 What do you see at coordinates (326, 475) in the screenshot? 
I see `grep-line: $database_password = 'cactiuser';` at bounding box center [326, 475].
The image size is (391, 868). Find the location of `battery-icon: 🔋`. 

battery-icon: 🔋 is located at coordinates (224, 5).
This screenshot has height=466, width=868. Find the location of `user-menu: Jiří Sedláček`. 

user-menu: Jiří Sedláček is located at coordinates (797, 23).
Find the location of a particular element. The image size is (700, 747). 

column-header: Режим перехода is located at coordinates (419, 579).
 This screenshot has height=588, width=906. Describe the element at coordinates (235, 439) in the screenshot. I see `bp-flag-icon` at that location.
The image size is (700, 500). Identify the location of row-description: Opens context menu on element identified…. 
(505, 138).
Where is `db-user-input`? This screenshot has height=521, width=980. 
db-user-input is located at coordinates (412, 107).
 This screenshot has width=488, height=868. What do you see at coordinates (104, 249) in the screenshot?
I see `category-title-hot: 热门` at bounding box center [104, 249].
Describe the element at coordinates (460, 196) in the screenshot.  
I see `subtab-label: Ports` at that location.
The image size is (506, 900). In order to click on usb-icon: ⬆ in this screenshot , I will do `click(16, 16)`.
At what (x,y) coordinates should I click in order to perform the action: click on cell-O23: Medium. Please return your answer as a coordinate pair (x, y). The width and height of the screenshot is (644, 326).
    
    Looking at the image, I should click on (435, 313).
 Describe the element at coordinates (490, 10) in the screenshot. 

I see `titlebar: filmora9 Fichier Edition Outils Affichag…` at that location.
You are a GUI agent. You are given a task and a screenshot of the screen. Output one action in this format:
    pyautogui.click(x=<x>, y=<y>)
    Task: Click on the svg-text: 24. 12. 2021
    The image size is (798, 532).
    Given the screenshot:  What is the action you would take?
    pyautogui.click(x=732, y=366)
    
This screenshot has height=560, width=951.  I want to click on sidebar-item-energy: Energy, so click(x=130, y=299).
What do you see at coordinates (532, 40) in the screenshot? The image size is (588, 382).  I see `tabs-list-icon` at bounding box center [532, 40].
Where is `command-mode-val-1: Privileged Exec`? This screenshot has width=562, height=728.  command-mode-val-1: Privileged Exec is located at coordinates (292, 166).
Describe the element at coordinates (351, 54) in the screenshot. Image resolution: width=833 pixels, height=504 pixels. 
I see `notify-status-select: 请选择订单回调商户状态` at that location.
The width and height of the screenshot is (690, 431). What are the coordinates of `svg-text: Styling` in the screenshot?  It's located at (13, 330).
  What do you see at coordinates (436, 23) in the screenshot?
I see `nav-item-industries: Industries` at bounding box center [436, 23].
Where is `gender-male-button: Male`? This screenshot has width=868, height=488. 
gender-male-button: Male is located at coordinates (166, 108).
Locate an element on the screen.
──────────
## How to complete this task
Would you please reproduce all of the lines above exactly?

## Result of this task
 What do you see at coordinates (326, 475) in the screenshot? 
I see `grep-line: $database_password = 'cactiuser';` at bounding box center [326, 475].
The image size is (391, 868). Find the location of `battery-icon: 🔋`. 

battery-icon: 🔋 is located at coordinates (224, 5).
This screenshot has height=466, width=868. Find the location of `user-menu: Jiří Sedláček`. 

user-menu: Jiří Sedláček is located at coordinates (797, 23).
Find the location of a particular element. The image size is (700, 747). 

column-header: Режим перехода is located at coordinates (419, 579).
 This screenshot has height=588, width=906. Describe the element at coordinates (235, 439) in the screenshot. I see `bp-flag-icon` at that location.
The image size is (700, 500). Identify the location of row-description: Opens context menu on element identified…. 
(505, 138).
Where is `db-user-input`? This screenshot has height=521, width=980. 
db-user-input is located at coordinates (412, 107).
 This screenshot has width=488, height=868. What do you see at coordinates (104, 249) in the screenshot?
I see `category-title-hot: 热门` at bounding box center [104, 249].
Describe the element at coordinates (460, 196) in the screenshot.  
I see `subtab-label: Ports` at that location.
The image size is (506, 900). In order to click on usb-icon: ⬆ in this screenshot , I will do `click(16, 16)`.
At what (x,y) coordinates should I click in order to perform the action: click on cell-O23: Medium. Please return your answer as a coordinate pair (x, y). The width and height of the screenshot is (644, 326).
    
    Looking at the image, I should click on (435, 313).
 Describe the element at coordinates (490, 10) in the screenshot. 

I see `titlebar: filmora9 Fichier Edition Outils Affichag…` at that location.
You are a GUI agent. You are given a task and a screenshot of the screen. Output one action in this format:
    pyautogui.click(x=<x>, y=<y>)
    Task: Click on the svg-text: 24. 12. 2021
    The image size is (798, 532).
    Given the screenshot:  What is the action you would take?
    pyautogui.click(x=732, y=366)
    
This screenshot has height=560, width=951.  I want to click on sidebar-item-energy: Energy, so click(x=130, y=299).
What do you see at coordinates (532, 40) in the screenshot? The image size is (588, 382).  I see `tabs-list-icon` at bounding box center [532, 40].
Where is `command-mode-val-1: Privileged Exec`? This screenshot has width=562, height=728.  command-mode-val-1: Privileged Exec is located at coordinates (292, 166).
Describe the element at coordinates (351, 54) in the screenshot. Image resolution: width=833 pixels, height=504 pixels. 
I see `notify-status-select: 请选择订单回调商户状态` at that location.
The width and height of the screenshot is (690, 431). What are the coordinates of `svg-text: Styling` in the screenshot?  It's located at (13, 330).
  What do you see at coordinates (436, 23) in the screenshot?
I see `nav-item-industries: Industries` at bounding box center [436, 23].
Where is `gender-male-button: Male`? This screenshot has width=868, height=488. 
gender-male-button: Male is located at coordinates (166, 108).
Locate an element on the screen.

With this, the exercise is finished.